Efeyabel
Efeyabel

Reputation: 508

Why should I prefer float over flexbox?

I am new in front end design and when I was looking information about this I found 2 techniques about positioning: float and flexbox.

My question is: What should I use more? I'm oriented in mobile design too.

Upvotes: 1

Views: 287

Answers (1)

Derlin
Derlin

Reputation: 9881

As this great article sums up:


Floats

Advantages

  • Most popular way to lay things out; most grid frameworks follow this.
  • Everyone's aware of float bugs due to the popularity of floating, and there are well documented ways to overcome them.

Disadvantages

  • Need to be cleared. Can be quite painful if you're changing widths at 2-3 media query breakpoints, because the floats will need to be cleared that many times.
  • No vertical centering
  • No equal heights
  • No source order independence

Use for:

  • Large layout blocks that don't need equal heights and vertical centering

Flexbox

Advantages

  • Source order independence. Could be of tremendous value for responsive layouts and eliminates the need for JS for this.
  • Vertical centering
  • Equal heights
  • Flex boxes move along interchangebly the X and Y axis, with such ease, that you can really change things around with a couple of properties.
  • Boxes grow and shrink, can be columns or rows, fit to the available space however you wish to declare this.
  • There are multiple ways to do the same thing with flexbox.

Disadvantages

  • Syntax is initially unintuitive. You spend the first few hours looking at demos saying WOW, followed by WTF.
  • I've been noticing weird cross browser inconsistencies [...]
  • A deep understanding of Flexbox takes a while. Once the layout gets more complex, or you add a couple of divs, things can get confusing. I'm going to document this more in an article.
  • Lots of vendor prefixes, with a different syntax for older IE and Webkit. Use something like Autoprefixr to work around this. Or write some mixins. Or do something..
  • Doesn't work on IE9. If you don't have to support IE9, you're fine.
  • Reports of the older syntax impacting performance. I wouldn't care too much about this honestly, especially if you were using JS to do the things Flexbox now can...

Use for

  • You can already start using it for vertical centering, if you don't need things to look the same on IE9.
  • If you don't need IE9 support, it's perfect for source order independent layouts, equal heights.
  • I would highly recommend using it for personal projects.
  • App layouts where things need to stretch and squish. Flexbox really shines here.

So to recap', flexbox is the modern way, very powerfull but harder to learn. As it is kind of new, there is also a lot of bugs and it is not seemlessly compatible. floats are the old way: it is more basic, but easy to use.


TASK PROMPT:
Write out each record exactly as given, but do not include the pictures.

MATERIAL TO PROCESS:
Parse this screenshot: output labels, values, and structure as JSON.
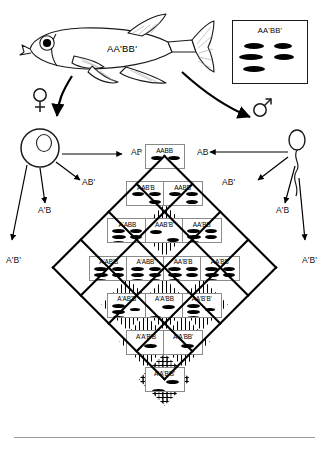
{
  "diagram": {
    "parent_fish": {
      "genotype_label": "AA'BB'",
      "icon": "fish-icon"
    },
    "legend": {
      "title": "AA'BB'",
      "spot_count": 5,
      "spots": [
        {
          "x": 11,
          "y": 2,
          "w": 20,
          "h": 6
        },
        {
          "x": 41,
          "y": 2,
          "w": 18,
          "h": 6
        },
        {
          "x": 6,
          "y": 13,
          "w": 24,
          "h": 6
        },
        {
          "x": 41,
          "y": 13,
          "w": 20,
          "h": 6
        },
        {
          "x": 10,
          "y": 25,
          "w": 22,
          "h": 6
        }
      ]
    },
    "female_symbol": "♀",
    "male_symbol": "♂",
    "maternal_gametes": [
      "AB",
      "AB'",
      "A'B",
      "A'B'"
    ],
    "paternal_gametes": [
      "AB",
      "AB'",
      "A'B",
      "A'B'"
    ],
    "gamete_labels": {
      "left_top": "AB",
      "left_second": "AB'",
      "left_third": "A'B",
      "left_fourth": "A'B'",
      "right_top": "AB",
      "right_second": "AB'",
      "right_third": "A'B",
      "right_fourth": "A'B'"
    },
    "grid": {
      "rows": [
        [
          {
            "genotype": "AABB",
            "spots": 2,
            "fill": "white"
          }
        ],
        [
          {
            "genotype": "AAB'B",
            "spots": 3,
            "fill": "white"
          },
          {
            "genotype": "AABB'",
            "spots": 3,
            "fill": "white"
          }
        ],
        [
          {
            "genotype": "A'ABB",
            "spots": 5,
            "fill": "white"
          },
          {
            "genotype": "AAB'B'",
            "spots": 2,
            "fill": "hatch"
          },
          {
            "genotype": "AA'BB",
            "spots": 5,
            "fill": "white"
          }
        ],
        [
          {
            "genotype": "A'AB'B",
            "spots": 5,
            "fill": "white"
          },
          {
            "genotype": "A'ABB'",
            "spots": 6,
            "fill": "white"
          },
          {
            "genotype": "AA'B'B",
            "spots": 5,
            "fill": "white"
          },
          {
            "genotype": "AA'BB'",
            "spots": 5,
            "fill": "white"
          }
        ],
        [
          {
            "genotype": "A'AB'B'",
            "spots": 4,
            "fill": "hatch"
          },
          {
            "genotype": "A'A'BB",
            "spots": 2,
            "fill": "hatch"
          },
          {
            "genotype": "AA'B'B'",
            "spots": 4,
            "fill": "hatch"
          }
        ],
        [
          {
            "genotype": "A'A'B'B",
            "spots": 2,
            "fill": "hatch"
          },
          {
            "genotype": "A'A'BB'",
            "spots": 2,
            "fill": "hatch"
          }
        ],
        [
          {
            "genotype": "A'A'B'B'",
            "spots": 2,
            "fill": "cross"
          }
        ]
      ]
    }
  }
}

OUTPUT FOR THIS TASK:
Parse this screenshot: output labels, values, and structure as JSON.
{
  "diagram": {
    "parent_fish": {
      "genotype_label": "AA'BB'",
      "icon": "fish-icon"
    },
    "legend": {
      "title": "AA'BB'",
      "spot_count": 5,
      "spots": [
        {
          "x": 11,
          "y": 2,
          "w": 20,
          "h": 6
        },
        {
          "x": 41,
          "y": 2,
          "w": 18,
          "h": 6
        },
        {
          "x": 6,
          "y": 13,
          "w": 24,
          "h": 6
        },
        {
          "x": 41,
          "y": 13,
          "w": 20,
          "h": 6
        },
        {
          "x": 10,
          "y": 25,
          "w": 22,
          "h": 6
        }
      ]
    },
    "female_symbol": "♀",
    "male_symbol": "♂",
    "maternal_gametes": [
      "AB",
      "AB'",
      "A'B",
      "A'B'"
    ],
    "paternal_gametes": [
      "AB",
      "AB'",
      "A'B",
      "A'B'"
    ],
    "gamete_labels": {
      "left_top": "AB",
      "left_second": "AB'",
      "left_third": "A'B",
      "left_fourth": "A'B'",
      "right_top": "AB",
      "right_second": "AB'",
      "right_third": "A'B",
      "right_fourth": "A'B'"
    },
    "grid": {
      "rows": [
        [
          {
            "genotype": "AABB",
            "spots": 2,
            "fill": "white"
          }
        ],
        [
          {
            "genotype": "AAB'B",
            "spots": 3,
            "fill": "white"
          },
          {
            "genotype": "AABB'",
            "spots": 3,
            "fill": "white"
          }
        ],
        [
          {
            "genotype": "A'ABB",
            "spots": 5,
            "fill": "white"
          },
          {
            "genotype": "AAB'B'",
            "spots": 2,
            "fill": "hatch"
          },
          {
            "genotype": "AA'BB",
            "spots": 5,
            "fill": "white"
          }
        ],
        [
          {
            "genotype": "A'AB'B",
            "spots": 5,
            "fill": "white"
          },
          {
            "genotype": "A'ABB'",
            "spots": 6,
            "fill": "white"
          },
          {
            "genotype": "AA'B'B",
            "spots": 5,
            "fill": "white"
          },
          {
            "genotype": "AA'BB'",
            "spots": 5,
            "fill": "white"
          }
        ],
        [
          {
            "genotype": "A'AB'B'",
            "spots": 4,
            "fill": "hatch"
          },
          {
            "genotype": "A'A'BB",
            "spots": 2,
            "fill": "hatch"
          },
          {
            "genotype": "AA'B'B'",
            "spots": 4,
            "fill": "hatch"
          }
        ],
        [
          {
            "genotype": "A'A'B'B",
            "spots": 2,
            "fill": "hatch"
          },
          {
            "genotype": "A'A'BB'",
            "spots": 2,
            "fill": "hatch"
          }
        ],
        [
          {
            "genotype": "A'A'B'B'",
            "spots": 2,
            "fill": "cross"
          }
        ]
      ]
    }
  }
}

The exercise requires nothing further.